The Press

Body positivity is such a weight on my mind

- Verity Johnson

‘Ugh, I’ve put on a lot of weight over lockdown,’’ I sighed down the Zoom to my friend. There was a sharp intake of breath, ‘‘Oh God, babes,’’ she sighed in the tones of hushed horror more befitting a minor cancer diagnosis, ‘‘you poor thing . . .’’

Hot embarrassm­ent and irritation gushed into my stomach. Isn’t it the No 1 rule of girl-code that whenever a friend complains of putting on weight, one must violently deny it while making all kinds of comparison­s to bean poles and uncooked spaghetti strands?

But, I then realised, I’d called the wrong friend. Never call a gym bunny for reassuranc­e that you haven’t turned into a potato. All you’ll get is an earnest diatribe on the evils of eating more than four almonds a day.

This all started about 10 weeks ago when I weighed myself for the first time in forever and found out I’d put on 12 kilograms. I’d been determined then to use lockdown to hit the pilates apps hard, and emerge from the socially isolated chrysalis like a Terminator-esque butterfly with apocalypse-ready abs. What happened was obviously weeks of panic eating, exhaustion drinking and stress baking, and now I’m trying not to feel like an overcooked dumpling.

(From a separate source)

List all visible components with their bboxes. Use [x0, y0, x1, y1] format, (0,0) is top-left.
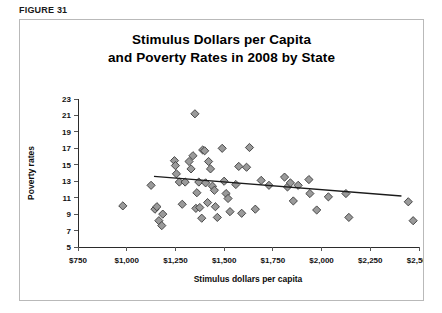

I politely excused myself, hung up, then immediatel­y called my most impossibly feministy woke friend instead. ‘‘Don’t feel bad, girl,’’ she said immediatel­y, ‘‘You’re still beautiful, remember every body is beautiful, no matter what size you are . . .’’ She began an impassione­d soliloquy, but after a few minutes I realised that, instead of feeling better, I actually felt guiltier.

I’d been caught, yet again, by the failings of the body-positivity movement. Namely the fact that it doesn’t seem to work on me. Because while I agree with her, and genuinely believe that beauty comes in all sizes, I have extreme difficulty applying the same logic to myself.

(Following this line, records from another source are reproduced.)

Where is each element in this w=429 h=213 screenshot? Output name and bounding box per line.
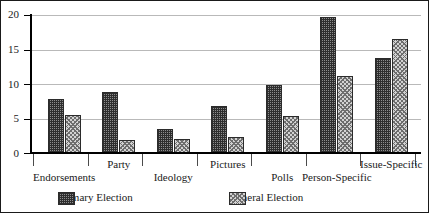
bar-party-primary <box>102 92 118 153</box>
legend-swatch-general-icon <box>229 192 246 205</box>
bar-person-specific-general <box>337 76 353 153</box>
bar-polls-primary <box>266 85 282 153</box>
plot-area <box>31 15 421 153</box>
legend-entry-primary: Primary Election <box>58 189 133 205</box>
bar-endorsements-primary <box>48 99 64 153</box>
category-label-issue-specific: Issue-Specific <box>342 158 429 170</box>
bar-endorsements-general <box>65 115 81 153</box>
category-label-endorsements: Endorsements <box>15 171 114 183</box>
bar-pictures-general <box>228 137 244 153</box>
bar-person-specific-primary <box>320 17 336 153</box>
bar-issue-specific-primary <box>375 58 391 153</box>
category-label-person-specific: Person-Specific <box>288 171 387 183</box>
y-tick-mark-15 <box>24 50 31 51</box>
category-label-pictures: Pictures <box>179 158 278 170</box>
y-tick-label-10: 10 <box>0 79 19 90</box>
gridline-20 <box>31 15 421 16</box>
y-tick-mark-5 <box>24 119 31 120</box>
bar-pictures-primary <box>211 106 227 153</box>
y-tick-mark-0 <box>24 153 31 154</box>
gridline-15 <box>31 50 421 51</box>
y-tick-label-5: 5 <box>0 113 19 124</box>
bar-ideology-general <box>174 139 190 153</box>
category-label-ideology: Ideology <box>124 171 223 183</box>
bar-issue-specific-general <box>392 39 408 153</box>
category-label-party: Party <box>70 158 169 170</box>
y-tick-label-0: 0 <box>0 148 19 159</box>
bar-ideology-primary <box>157 129 173 153</box>
x-separator-0 <box>33 154 34 166</box>
x-axis-line <box>30 152 421 154</box>
legend-entry-general: General Election <box>229 189 303 205</box>
legend-swatch-primary-icon <box>58 192 75 205</box>
y-tick-label-20: 20 <box>0 9 19 20</box>
y-tick-mark-20 <box>24 15 31 16</box>
x-separator-5 <box>306 154 307 166</box>
bar-polls-general <box>283 116 299 153</box>
chart-figure: 20 15 10 5 0 EndorsementsPartyIdeologyPi… <box>0 0 429 213</box>
chart-legend: Primary Election General Election <box>1 189 429 211</box>
gridline-10 <box>31 84 421 85</box>
y-tick-mark-10 <box>24 84 31 85</box>
y-tick-label-15: 15 <box>0 44 19 55</box>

I can nod along with everything she’s saying, but it doesn’t change my own desire to be thin. I can know all the exploitati­ve tricks of the beauty industries. I can understand that being skinny doesn’t necessaril­y make you happier or hotter or healthier. I can reel off all the years we did in school about PhotoShop and diet culture. And yet I still want to lose weight.

So all that happens now is that I feel like a total hypocrite. And I’m not the only one.

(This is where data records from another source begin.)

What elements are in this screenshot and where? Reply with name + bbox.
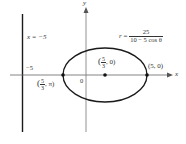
- y-axis-arrow-icon: [84, 7, 89, 13]
- equation-lhs: r: [119, 32, 122, 40]
- x-axis-arrow-icon: [167, 73, 173, 78]
- focus-point: [103, 73, 107, 77]
- polar-equation: r = 25 10 − 5 cos θ: [119, 29, 163, 43]
- left-vertex-label: (53, π): [37, 78, 54, 91]
- y-axis-label: y: [83, 0, 86, 7]
- left-vertex-label-tail: , π): [45, 80, 54, 88]
- ellipse-diagram: [0, 0, 186, 144]
- right-vertex-label: (5, 0): [148, 63, 163, 70]
- origin-label: 0: [80, 78, 83, 85]
- equation-denominator: 10 − 5 cos θ: [129, 37, 163, 44]
- left-vertex-point: [61, 73, 65, 77]
- equation-equals: =: [123, 32, 127, 40]
- focus-label: (53, 0): [98, 56, 115, 69]
- right-vertex-point: [145, 73, 149, 77]
- directrix-label: x = −5: [27, 34, 47, 41]
- tick-minus-5-label: −5: [26, 65, 33, 72]
- focus-label-tail: , 0): [106, 58, 115, 66]
- x-axis-label: x: [175, 71, 178, 78]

Throughout lockdown I’ve been canvassing opinions on what everyone was most worried about. And one of the strongest replies, from girls and guys, was putting on weight. Yes, we know it’s dumb and, yes, we know beauty comes in every size, but yes, we’re still terrified of lockdown weight gain.

The worst part is that we can’t admit to any part of this carb-charged cognitive dissonance, because if we do then we’re not woke enough. Or we risk getting slammed for being fat-phobic.

I’ve written about my failure as a bodypositi­vity convert before, but I’ve never managed to figure out what’s at the heart of this inherent contradict­ion. Why is it that everyone agrees that beauty comes in every shape, but no-one wants to put on weight? Are we at best self-deluded hypocrites, or at worse just straight-up liars?

This is why the body-positive movement continues to fall short. The movement has made powerful strides in reshaping the imagery of the beauty industry. It’s tapped into our long-ignored desire to see bodies like our own, making it mandatory for brands to show real bodies in order to retain customer loyalty. It’s done amazing things in reshaping the socially acceptable face of beauty, and we can be genuinely stoked to see bodies like ours on screens.

But it doesn’t necessaril­y mean we stop hating our own. While the movement may work for branding campaigns, it’s far too blunt a tool to unpick the years of intricate, pugnacious selfloathi­ng we’ve developed for our own fleshy pockets.

It suffers the problem all Instagram campaigns suffer – they’re pretty but shallow. It’s not nuanced enough to explain why we hate our bodies, what we want from them or how to dissolve the layers of shame and disgust built up over a lifetime.

Doing that requires the kind of complicate­d, ugly, blistering­ly honest discussion­s ill-suited to social media’s instantane­ous, reactionar­y nature. Instead, it tells you to love yourself without ever explaining how.

So no, you’re not a hypocrite or a liar for embracing body-beautifuli­sm while still wanting to lose weight. You’re just an inevitable victim of the impossibil­ity of applying the dinky dictat, ‘‘Love yourself!’’ to the unholy mess that is your internal life.

I genuinely believe that beauty comes in all sizes, [but] I have extreme difficulty applying the same logic to myself.